The three protest parties agree on the need to pass judicial reforms and oust the current prosecutor general, who has served as GERB’s legal enforcer. They all subscribe to the magical powers of ‘e-governance’ in rooting out corruption and improving public services. In their campaign against graft, each is remarkably insensitive to social disparities: ITN has compared the corruption of the bus driver who steals petrol from his work vehicle with that of the politician embezzling funds from the public purse. Added to this, each party combines its emphasis on ‘the masses’ with a blind deference to experts. The deputy leader of ITN has remarked that he admires Margaret Thatcher for her resolve in doing what was ‘right for the people’, even if the people themselves did not realise it.

Such commonalities make it possible that Izpravi se and Democratic Bulgaria will choose to prop up an ITN minority administration. But this is far from certain. So far, only DB has expressed its willingness to enter negotiations with Trifonov, whereas the BSP and Izpravi se have been entertaining the possibility of giving the caretaker government a regular mandate. Borissov has ruled out supporting ITN, yet he may stand to benefit from an unpopular and ephemeral cabinet led by aloof technocrats. Many are speculating that GERB politicians will simply not show up in parliament and allow the other parties to vote in ITN. Then, when the new government falters, they will exploit the desire for ‘stability’ and storm to victory in the next election.  
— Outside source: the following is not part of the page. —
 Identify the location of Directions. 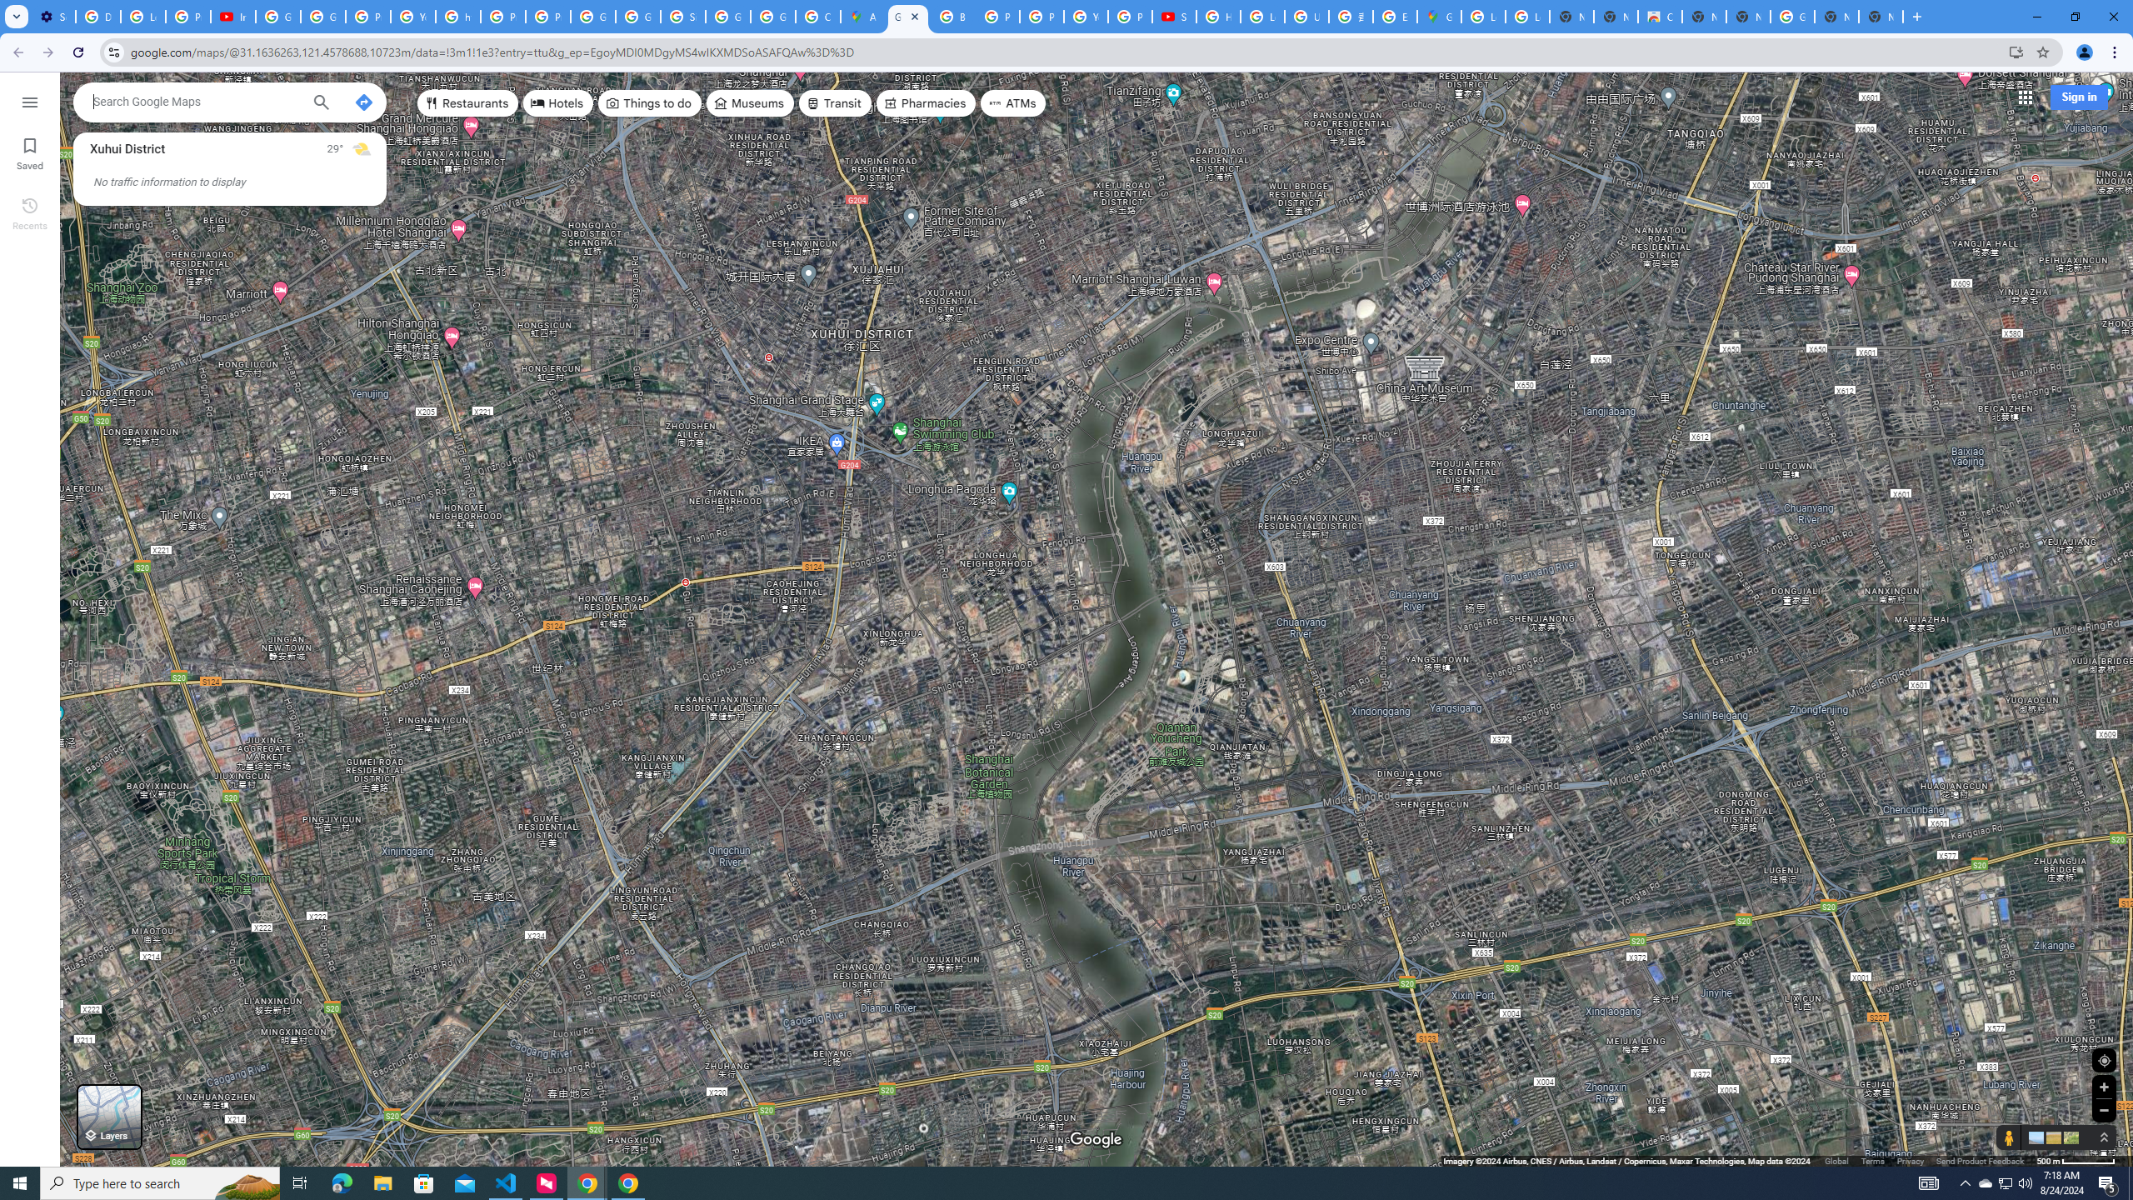
(363, 102).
Absent an explosion of social protest from below or a dramatic shift in the fortunes of the trade unions, Bulgaria’s chances of reversing this regressive trend are bleak. Given the continued dominance of the anti-corruption framework, the best shot for the country’s left is to shift the emphasis onto the structural reasons for widespread corruption – presenting itself as the solution to the causes rather than the symptoms. Otherwise, it risks disappearing off the radar of the popular classes, whose only options will be an ‘old politics’ or a ‘new populism’ with little to differentiate them.